Speaking to WION in Delhi, Taha said 10 to 12 men yanked open the left-hand side doors of the car and tried to pull him out.  Taha tried desperately to get out from the other side. 

"Saale ko goli maaro,' the men, who Taha said were armed with Kalashnikovs and pistols, shouted. 

Taha managed to get out from the other side of the car. 

He ran across the incoming traffic, got to another cab, and managed to make his getaway.

Taha then made his way to the police. 

Siddiqui spoke to Reuters from a police station where he was filing a report on the incident, and described how his taxi was stopped on the highway when another vehicle swerved, and braked suddenly in front of it.

About a dozen men armed with rifles and revolvers pulled him out of the cab, beat him and "threatened to kill" him.


"They threw me in the back of the vehicle in which I had been travelling, but the door on the other side was open," Siddiqui said. "I jumped out and ran and was able to get into a taxi that was nearby, whose driver then floored it."

In a police statement, seen by Reuters, Siddiqui said during the kidnap attempt he appealed for help from a military vehicle that was passing by. 


"I saw a military vehicle and shouted for help but one of the abductors gestured (the vehicle) to move on and they did," Siddiqui said in the police statement, adding he had previously been "intimidated" by civilian and military security officials.
 

Siddiqui pleaded with police to help him recover his personal belongings - laptop computer, phone, hard drives, passport and suitcase - and provide him and his family with "police protection".

"My life is under threat," he said in the statement.

Siddiqui, the Pakistani bureau chief of Indian television channel WION and who has reported for France 24, had previously complained of being harassed by authorities for publishing bold critiques of the country's security establishment.

"This is extremely worrying and reinforces the fear that human rights groups and media organisations have voiced for a while now that the Pakistan government views violence as an instrument of dealing with dissenting voices," Human Rights Watch country representative Saroop Ijaz told AFP.

"This is also a reflection of the impunity that has existed for a long time, and has been increasing recently," he said.
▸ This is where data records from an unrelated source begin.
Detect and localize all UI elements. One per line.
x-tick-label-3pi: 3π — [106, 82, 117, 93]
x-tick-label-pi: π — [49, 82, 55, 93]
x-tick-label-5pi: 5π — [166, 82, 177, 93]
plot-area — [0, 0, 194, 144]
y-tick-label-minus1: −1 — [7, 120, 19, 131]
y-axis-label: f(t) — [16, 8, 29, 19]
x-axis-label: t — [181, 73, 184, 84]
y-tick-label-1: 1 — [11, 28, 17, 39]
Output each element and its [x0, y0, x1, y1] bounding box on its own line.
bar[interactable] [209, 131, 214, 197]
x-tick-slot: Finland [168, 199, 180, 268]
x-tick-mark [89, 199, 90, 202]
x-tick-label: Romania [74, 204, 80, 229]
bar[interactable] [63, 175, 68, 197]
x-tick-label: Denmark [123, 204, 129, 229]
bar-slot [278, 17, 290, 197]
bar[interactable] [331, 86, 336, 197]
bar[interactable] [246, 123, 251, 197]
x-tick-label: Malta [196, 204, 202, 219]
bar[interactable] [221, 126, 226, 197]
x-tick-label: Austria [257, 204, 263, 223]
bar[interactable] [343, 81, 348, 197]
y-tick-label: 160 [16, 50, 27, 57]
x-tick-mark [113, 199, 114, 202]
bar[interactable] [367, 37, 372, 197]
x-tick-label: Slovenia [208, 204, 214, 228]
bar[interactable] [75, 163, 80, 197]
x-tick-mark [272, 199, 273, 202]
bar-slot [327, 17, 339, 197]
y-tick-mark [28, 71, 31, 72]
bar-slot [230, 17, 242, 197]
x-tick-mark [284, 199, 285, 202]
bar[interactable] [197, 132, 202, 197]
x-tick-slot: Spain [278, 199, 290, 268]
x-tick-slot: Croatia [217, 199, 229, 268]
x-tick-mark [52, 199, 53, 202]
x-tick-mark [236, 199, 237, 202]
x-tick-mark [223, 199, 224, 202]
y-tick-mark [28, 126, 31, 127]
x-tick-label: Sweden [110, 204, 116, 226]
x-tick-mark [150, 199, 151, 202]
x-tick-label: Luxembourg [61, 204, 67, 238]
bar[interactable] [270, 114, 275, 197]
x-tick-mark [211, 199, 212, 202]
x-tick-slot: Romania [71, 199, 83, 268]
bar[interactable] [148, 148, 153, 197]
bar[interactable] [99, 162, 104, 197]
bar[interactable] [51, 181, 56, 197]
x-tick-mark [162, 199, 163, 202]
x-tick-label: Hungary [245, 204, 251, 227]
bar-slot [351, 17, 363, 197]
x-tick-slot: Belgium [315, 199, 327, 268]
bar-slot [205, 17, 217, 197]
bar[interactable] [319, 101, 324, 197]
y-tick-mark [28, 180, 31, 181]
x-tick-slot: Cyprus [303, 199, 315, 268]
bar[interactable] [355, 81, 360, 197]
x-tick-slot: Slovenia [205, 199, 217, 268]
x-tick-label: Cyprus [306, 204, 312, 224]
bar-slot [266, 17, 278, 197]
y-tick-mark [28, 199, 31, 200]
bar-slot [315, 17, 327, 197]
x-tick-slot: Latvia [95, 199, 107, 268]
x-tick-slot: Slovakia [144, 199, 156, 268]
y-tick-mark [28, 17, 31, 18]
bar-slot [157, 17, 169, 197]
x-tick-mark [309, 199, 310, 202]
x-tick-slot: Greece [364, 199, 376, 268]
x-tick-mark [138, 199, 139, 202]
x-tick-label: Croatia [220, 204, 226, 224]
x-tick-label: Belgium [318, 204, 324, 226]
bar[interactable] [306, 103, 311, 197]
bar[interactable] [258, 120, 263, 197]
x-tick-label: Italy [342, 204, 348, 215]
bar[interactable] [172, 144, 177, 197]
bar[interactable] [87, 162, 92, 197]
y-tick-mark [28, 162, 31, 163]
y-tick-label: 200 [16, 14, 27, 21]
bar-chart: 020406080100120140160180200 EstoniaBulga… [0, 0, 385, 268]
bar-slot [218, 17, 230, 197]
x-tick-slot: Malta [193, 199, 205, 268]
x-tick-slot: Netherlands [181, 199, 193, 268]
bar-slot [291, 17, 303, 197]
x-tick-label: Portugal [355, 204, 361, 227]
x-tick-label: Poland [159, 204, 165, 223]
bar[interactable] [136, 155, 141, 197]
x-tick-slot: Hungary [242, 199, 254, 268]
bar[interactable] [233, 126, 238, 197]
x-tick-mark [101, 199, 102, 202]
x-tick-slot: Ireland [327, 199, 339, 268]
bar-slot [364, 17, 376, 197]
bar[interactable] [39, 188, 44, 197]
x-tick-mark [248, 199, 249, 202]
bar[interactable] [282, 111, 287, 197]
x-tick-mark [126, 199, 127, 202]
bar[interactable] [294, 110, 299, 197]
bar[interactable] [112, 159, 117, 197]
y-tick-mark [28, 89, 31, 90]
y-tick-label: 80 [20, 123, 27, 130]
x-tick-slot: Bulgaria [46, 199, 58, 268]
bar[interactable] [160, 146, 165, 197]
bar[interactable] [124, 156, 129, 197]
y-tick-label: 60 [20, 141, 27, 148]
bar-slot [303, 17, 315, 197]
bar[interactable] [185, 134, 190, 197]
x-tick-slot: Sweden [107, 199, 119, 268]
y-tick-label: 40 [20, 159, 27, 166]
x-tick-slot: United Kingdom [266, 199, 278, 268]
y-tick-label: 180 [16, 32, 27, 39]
The Rawalpindi Islamabad Union of Journalists said it had contacted Interior Minister Ahsan Iqbal "to direct the concerned officials to investigate the incident of attempted kidnapping of a senior journalist".

The attack comes months after prominent reporter Ahmed Noorani was also savagely beaten and stabbed in the head after being dragged out of his car in Islamabad by armed assailants.

Pakistan has a long history of enforced disappearances, particularly in conflict zones near the border with Afghanistan, or in restive southwestern Balochistan province.

The country routinely ranks among the world's most dangerous countries for media workers, and reporting critical of the powerful military is considered a red flag, with reporters at times detained, beaten and even killed for running afoul of the security establishment.